"Andreas Thiele" andreas@atp-media.de writes:
can I use ECL to write software for a chip without OS?
Yes.
In my case I’d like to write software for NXP1769 which is ARM Cortex M3, 64kB Ram, 512kB Flash.
Anything with more than one bit of memory.
You didn't ask if you could develop software using ECL running on this chip. You can use ECL (or any other CL implementation), at all phases of the creation of software for a chip without an OS.
I would start by writing LAP (Lisp Assembler Program) for that chip. Then I would write in lisp an emulator of that chip. The reason why you don't want to use the chip itself is that it doesn't have an OS, therefore it must be rather hard to debug code you sent there, (even with a logic analyser). By writing the emulator in lisp, that means that you can easily instrumentalize it to help you in debugging.
Once you have a LAP, you can implement a compiler for a subset of Common Lisp targetting this LAP.
Let's remember, you didn't ask to run an interactive lisp with an development environment ON this chip. Therefore you may not need a garbage collector, a compiler or an interpreter, strings, cons cells, pathnames, multidimensional arrays, CLOS objects, bignums, ratios, etc. Probably, for the application you have in mind, you only need (signed-byte 32) and vectors, perhaps structures. You may not need to implement dynamic unwinding, the condition system with restarts and so on. After all, all your other colleagues only run C code on those chips. So a small subset of Common Lisp can be all you really need.
But notice that in the code of your macros, you can use the full Common Lisp language, since macros are evaluated at compilation time. It's in the lisp code generated by your macros that you must restrict yourself to your CL subset. (Cf. eg. parenscript).
You would define this CL subset also as a package that exports only the operators included in that subset. Say the ANDREAS-THIELE-LISP package, nickname ATL.
So you can now develop your software for this chip, as a normal CL program using this subset of Common Lisp, that is, using the ATL package instead of the CL package, on any CL implementation, using all the tools of your Common Lisp implementation and IDE (choose the one with the best debugger).
Once it's good and debugged as a normal CL program, you compile it with your compiler instead of using the CL compiler, and you obtain the bytes to be sent to the chip. You don't send them to the chip!
You send them to your emulator, and you test and debug on your emulator in Common Lisp, using all the tools of your Common Lisp implementation and IDE.
When it's good and debugged as binary program for you chip, then you can send it to the chip, and test the final product with whatever tools you have there.
Ok, it may sound complex explained like this, but it's one of the most fun way to build a program.
This is how they wrote Crash Banditcoot, for example. https://en.wikipedia.org/wiki/Crash_Bandicoot https://en.wikipedia.org/wiki/Game_Oriented_Assembly_Lisp http://all-things-andy-gavin.com/2011/02/02/making-crash-bandicoot-part-1/ http://all-things-andy-gavin.com/2011/10/25/lispings-ala-john-mccarthy/
Finally, remember that the original LISP was written on a machine with 36-bit words and 32 Kwords; that's 144 KB. (each 36-bit word could store a cons cell with two 15-bit pointers and two 3-bit type tags).
There were lisp implementations on 8-bit processors (eg. on the Apple ][ 6502 with 64 KB of addressing space).
In the case of CL, the name of the symbols alone take already 12 KB:
(let ((z 0)) (do-symbols (s "CL" z) (incf z (length (symbol-name s))))) --> 11271
(but that's uncompressed, you can be smart).
So if your purpose was to implement a Common Lisp system on your chip, with 512 KB of flash memory, I'd say that it would be perfectly possible, but easier by starting from scratch to take into account the size limitations.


## ACTIVITY
The copy you give must match the records exactly, except that it holds no images.

## AVAILABLE DATA
>>>

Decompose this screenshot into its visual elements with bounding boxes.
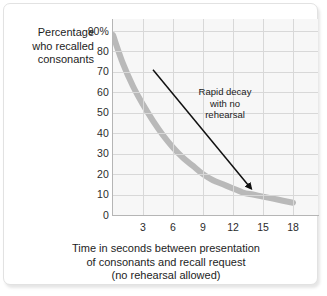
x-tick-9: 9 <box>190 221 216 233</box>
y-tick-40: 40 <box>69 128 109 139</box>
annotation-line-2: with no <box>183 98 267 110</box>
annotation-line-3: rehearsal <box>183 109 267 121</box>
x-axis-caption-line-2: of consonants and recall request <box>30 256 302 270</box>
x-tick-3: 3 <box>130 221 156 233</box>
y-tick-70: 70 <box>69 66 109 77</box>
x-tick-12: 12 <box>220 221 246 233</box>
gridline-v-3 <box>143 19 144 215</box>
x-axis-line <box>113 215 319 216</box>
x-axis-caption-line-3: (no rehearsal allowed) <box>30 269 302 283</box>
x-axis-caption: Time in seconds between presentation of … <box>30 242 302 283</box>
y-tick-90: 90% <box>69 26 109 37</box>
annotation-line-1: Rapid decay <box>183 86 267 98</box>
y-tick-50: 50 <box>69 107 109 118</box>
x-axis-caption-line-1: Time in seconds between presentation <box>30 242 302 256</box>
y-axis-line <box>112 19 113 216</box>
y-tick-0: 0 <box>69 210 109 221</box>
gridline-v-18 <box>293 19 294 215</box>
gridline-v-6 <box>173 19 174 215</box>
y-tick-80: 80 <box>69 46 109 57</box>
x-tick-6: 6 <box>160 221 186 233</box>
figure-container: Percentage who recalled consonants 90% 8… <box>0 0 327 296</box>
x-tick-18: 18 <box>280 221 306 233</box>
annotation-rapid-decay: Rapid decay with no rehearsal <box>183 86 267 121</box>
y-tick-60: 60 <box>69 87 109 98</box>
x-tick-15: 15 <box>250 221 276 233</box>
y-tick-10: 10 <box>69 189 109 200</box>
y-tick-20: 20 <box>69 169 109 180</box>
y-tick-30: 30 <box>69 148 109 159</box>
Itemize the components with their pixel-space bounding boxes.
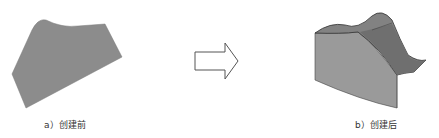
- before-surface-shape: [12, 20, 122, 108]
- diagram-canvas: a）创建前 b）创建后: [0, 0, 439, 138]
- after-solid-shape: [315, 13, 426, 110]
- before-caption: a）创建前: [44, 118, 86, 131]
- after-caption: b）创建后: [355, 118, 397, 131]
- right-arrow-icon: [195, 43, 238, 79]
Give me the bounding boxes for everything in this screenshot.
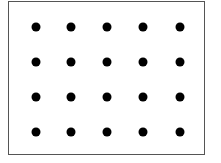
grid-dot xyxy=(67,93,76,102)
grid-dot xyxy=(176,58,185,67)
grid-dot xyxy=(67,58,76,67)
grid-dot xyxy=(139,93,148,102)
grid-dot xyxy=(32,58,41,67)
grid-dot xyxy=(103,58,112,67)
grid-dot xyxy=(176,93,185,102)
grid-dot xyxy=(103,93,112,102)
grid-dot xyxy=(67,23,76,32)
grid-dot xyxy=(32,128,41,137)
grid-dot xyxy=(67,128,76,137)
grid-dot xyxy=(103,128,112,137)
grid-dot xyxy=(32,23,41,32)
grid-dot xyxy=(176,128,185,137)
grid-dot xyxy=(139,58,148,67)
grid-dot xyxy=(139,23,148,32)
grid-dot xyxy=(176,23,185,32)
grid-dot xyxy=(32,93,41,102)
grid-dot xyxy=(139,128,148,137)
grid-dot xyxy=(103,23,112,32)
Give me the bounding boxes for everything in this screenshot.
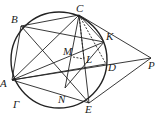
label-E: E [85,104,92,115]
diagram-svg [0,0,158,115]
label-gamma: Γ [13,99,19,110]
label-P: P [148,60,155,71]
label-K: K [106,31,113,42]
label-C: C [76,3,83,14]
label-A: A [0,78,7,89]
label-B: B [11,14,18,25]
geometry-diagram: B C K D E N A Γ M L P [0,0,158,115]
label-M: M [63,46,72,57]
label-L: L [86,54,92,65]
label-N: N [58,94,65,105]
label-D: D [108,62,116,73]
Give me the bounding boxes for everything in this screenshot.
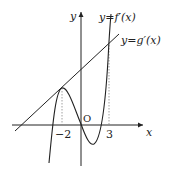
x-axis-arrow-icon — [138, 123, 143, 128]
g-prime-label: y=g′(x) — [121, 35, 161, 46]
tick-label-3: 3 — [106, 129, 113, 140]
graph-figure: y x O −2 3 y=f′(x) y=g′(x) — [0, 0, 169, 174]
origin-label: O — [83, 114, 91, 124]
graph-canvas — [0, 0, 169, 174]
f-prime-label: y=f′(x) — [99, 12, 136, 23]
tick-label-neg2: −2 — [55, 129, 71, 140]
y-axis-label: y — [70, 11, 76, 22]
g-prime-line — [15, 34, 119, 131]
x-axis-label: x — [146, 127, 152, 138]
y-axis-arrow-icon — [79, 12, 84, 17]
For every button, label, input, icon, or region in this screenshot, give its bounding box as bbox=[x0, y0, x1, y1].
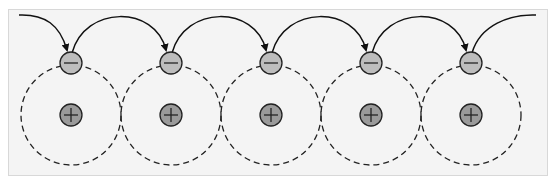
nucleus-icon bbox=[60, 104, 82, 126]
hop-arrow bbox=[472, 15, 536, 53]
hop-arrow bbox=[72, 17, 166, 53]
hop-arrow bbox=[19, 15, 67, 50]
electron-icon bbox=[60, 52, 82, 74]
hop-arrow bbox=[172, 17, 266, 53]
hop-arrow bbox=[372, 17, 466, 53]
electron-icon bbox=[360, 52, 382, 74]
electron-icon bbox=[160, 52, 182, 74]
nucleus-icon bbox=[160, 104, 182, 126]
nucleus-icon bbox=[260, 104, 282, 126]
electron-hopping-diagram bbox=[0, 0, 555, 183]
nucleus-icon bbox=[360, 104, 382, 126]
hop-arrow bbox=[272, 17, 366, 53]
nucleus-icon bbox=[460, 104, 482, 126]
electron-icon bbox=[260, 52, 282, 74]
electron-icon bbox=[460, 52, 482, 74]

<<<

## EXPECTED ANSWER
Decompose this screenshot into its visual elements with bounding boxes.
x-tick-9: 9 <box>190 221 216 233</box>
y-tick-40: 40 <box>69 128 109 139</box>
annotation-line-2: with no <box>183 98 267 110</box>
annotation-line-3: rehearsal <box>183 109 267 121</box>
x-axis-caption-line-2: of consonants and recall request <box>30 256 302 270</box>
x-tick-3: 3 <box>130 221 156 233</box>
y-tick-70: 70 <box>69 66 109 77</box>
x-tick-12: 12 <box>220 221 246 233</box>
gridline-v-3 <box>143 19 144 215</box>
x-axis-line <box>113 215 319 216</box>
x-axis-caption-line-3: (no rehearsal allowed) <box>30 269 302 283</box>
x-axis-caption: Time in seconds between presentation of … <box>30 242 302 283</box>
y-tick-90: 90% <box>69 26 109 37</box>
annotation-line-1: Rapid decay <box>183 86 267 98</box>
y-tick-50: 50 <box>69 107 109 118</box>
x-axis-caption-line-1: Time in seconds between presentation <box>30 242 302 256</box>
y-axis-line <box>112 19 113 216</box>
y-tick-0: 0 <box>69 210 109 221</box>
gridline-v-18 <box>293 19 294 215</box>
gridline-v-6 <box>173 19 174 215</box>
y-tick-80: 80 <box>69 46 109 57</box>
x-tick-6: 6 <box>160 221 186 233</box>
figure-container: Percentage who recalled consonants 90% 8… <box>0 0 327 296</box>
x-tick-18: 18 <box>280 221 306 233</box>
annotation-rapid-decay: Rapid decay with no rehearsal <box>183 86 267 121</box>
y-tick-60: 60 <box>69 87 109 98</box>
x-tick-15: 15 <box>250 221 276 233</box>
y-tick-10: 10 <box>69 189 109 200</box>
y-tick-20: 20 <box>69 169 109 180</box>
y-tick-30: 30 <box>69 148 109 159</box>
Itemize the components with their pixel-space bounding boxes.
- before-surface-shape: [12, 20, 122, 108]
- diagram-canvas: a）创建前 b）创建后: [0, 0, 439, 138]
- after-solid-shape: [315, 13, 426, 110]
- before-caption: a）创建前: [44, 118, 86, 131]
- after-caption: b）创建后: [355, 118, 397, 131]
- right-arrow-icon: [195, 43, 238, 79]
Give me the bounding boxes for everything in this screenshot.
grid-dot xyxy=(67,93,76,102)
grid-dot xyxy=(176,58,185,67)
grid-dot xyxy=(67,58,76,67)
grid-dot xyxy=(139,93,148,102)
grid-dot xyxy=(32,58,41,67)
grid-dot xyxy=(103,58,112,67)
grid-dot xyxy=(176,93,185,102)
grid-dot xyxy=(103,93,112,102)
grid-dot xyxy=(67,23,76,32)
grid-dot xyxy=(32,128,41,137)
grid-dot xyxy=(67,128,76,137)
grid-dot xyxy=(103,128,112,137)
grid-dot xyxy=(32,23,41,32)
grid-dot xyxy=(176,128,185,137)
grid-dot xyxy=(139,58,148,67)
grid-dot xyxy=(139,23,148,32)
grid-dot xyxy=(176,23,185,32)
grid-dot xyxy=(32,93,41,102)
grid-dot xyxy=(139,128,148,137)
grid-dot xyxy=(103,23,112,32)
Give me the bounding boxes for everything in this screenshot.
label-E: E [85,104,92,115]
diagram-svg [0,0,158,115]
label-gamma: Γ [13,99,19,110]
label-P: P [148,60,155,71]
label-K: K [106,31,113,42]
label-C: C [76,3,83,14]
label-A: A [0,78,7,89]
label-B: B [11,14,18,25]
geometry-diagram: B C K D E N A Γ M L P [0,0,158,115]
label-M: M [63,46,72,57]
label-L: L [86,54,92,65]
label-N: N [58,94,65,105]
label-D: D [108,62,116,73]
Give me the bounding boxes for everything in this screenshot.
x-axis-arrow-icon — [138, 123, 143, 128]
g-prime-label: y=g′(x) — [121, 35, 161, 46]
tick-label-3: 3 — [106, 129, 113, 140]
graph-figure: y x O −2 3 y=f′(x) y=g′(x) — [0, 0, 169, 174]
origin-label: O — [83, 114, 91, 124]
graph-canvas — [0, 0, 169, 174]
f-prime-label: y=f′(x) — [99, 12, 136, 23]
tick-label-neg2: −2 — [55, 129, 71, 140]
y-axis-label: y — [70, 11, 76, 22]
g-prime-line — [15, 34, 119, 131]
x-axis-label: x — [146, 127, 152, 138]
y-axis-arrow-icon — [79, 12, 84, 17]
For every button, label, input, icon, or region in this screenshot, give its bounding box as bbox=[x0, y0, x1, y1].
nucleus-icon bbox=[60, 104, 82, 126]
hop-arrow bbox=[472, 15, 536, 53]
hop-arrow bbox=[72, 17, 166, 53]
hop-arrow bbox=[19, 15, 67, 50]
electron-icon bbox=[60, 52, 82, 74]
hop-arrow bbox=[172, 17, 266, 53]
hop-arrow bbox=[372, 17, 466, 53]
electron-icon bbox=[360, 52, 382, 74]
electron-icon bbox=[160, 52, 182, 74]
nucleus-icon bbox=[160, 104, 182, 126]
nucleus-icon bbox=[260, 104, 282, 126]
electron-hopping-diagram bbox=[0, 0, 555, 183]
nucleus-icon bbox=[360, 104, 382, 126]
hop-arrow bbox=[272, 17, 366, 53]
nucleus-icon bbox=[460, 104, 482, 126]
electron-icon bbox=[260, 52, 282, 74]
electron-icon bbox=[460, 52, 482, 74]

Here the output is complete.